Rate Limiting for Business and Operational Requirements

Modern applications and APIs can experience a burst of traffic over a short time period, for both good and bad reasons, but this needs to be managed well if your business model relies upon the successful completion of requests by paying customers. Using rate limiting allows the prioritisation of requests.

Modern cloud native applications typically rely on third-party external services to provide end-user functionality, for example, a payment provider or storage services. If these services experience issues (or your own internal dependencies experience issues) techniques like load shedding can reduce pressure on upstream services, or prevent a simple service degradation becoming a full-scale cascading outage.

Centralised versus Decentralised Rate Limiting Configuration

Implementing rate limiting has typically been the responsibility of the centralised operations or sysadmin team. This was fine when applications were deployed (and exposed) as monolithic systems, and when APIs and services were not changing rapidly. However, many cloud native applications are typically distributed and microservice-based, and the ability to react quickly to changing user requirements and market demands is a competitive advantage. This drives the need to provide a mix of centralised (typically operational) and decentralised (mostly app development team driven) configuration at the edge.

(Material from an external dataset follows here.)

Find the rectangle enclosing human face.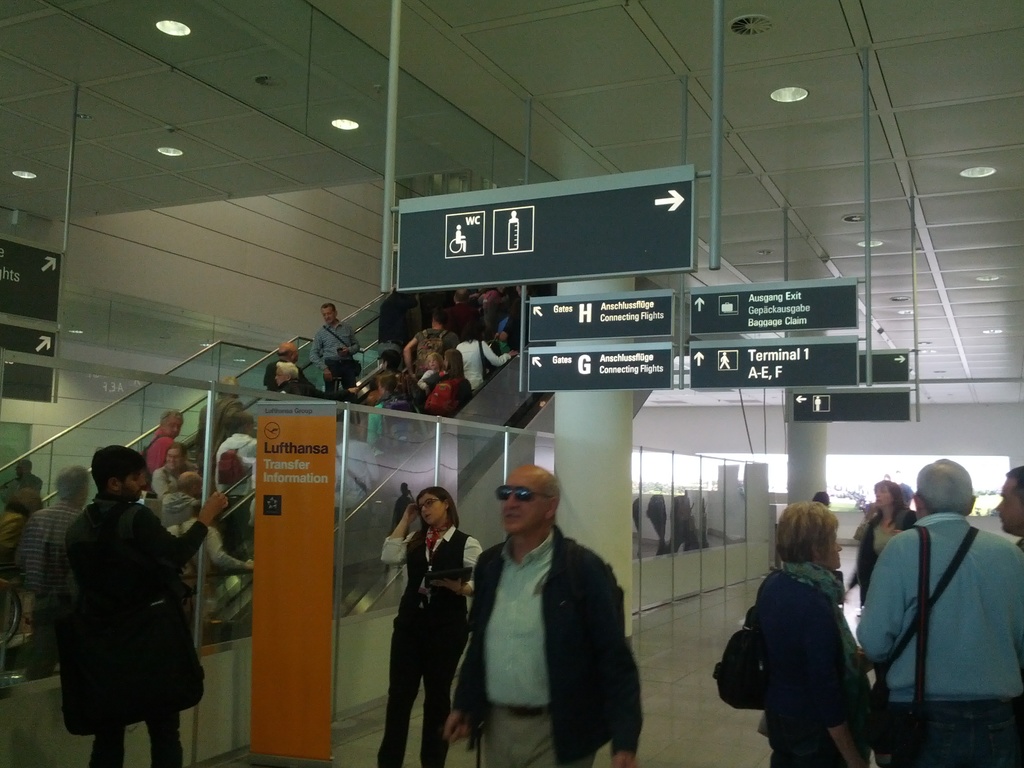
region(419, 493, 445, 527).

When we designed Ambassador, these requirements were built in from the ground up. Our latest rate limiting documentation demonstrates how you can apply these principles when implementing rate limiting at the edge, and we provide approaches to meet the needs of both operational and business requirements.

Getting Started with Rate Limiting in Ambassador

If you’re familiar with the Ambassador approach to defining mappings as Kubernetes annotations that are placed on Service definitions, then you should be able to implement global or service- (API-) based rate limiting in no time at all. We’ve recently created two tutorials: one for implementing an open source approach to rate limiting that uses a simple demonstration limiter we have created; and a second that is part of our Ambassador Pro offering which offers an easily installed and feature rich implementation of rate limiting.

Please do try out the rate limiting services with Ambassador, and let us know what you think of the documentation. We’re always keen to encourage open source code contributions, examples, and documentation, and so please do get in touch if you are keen to help out.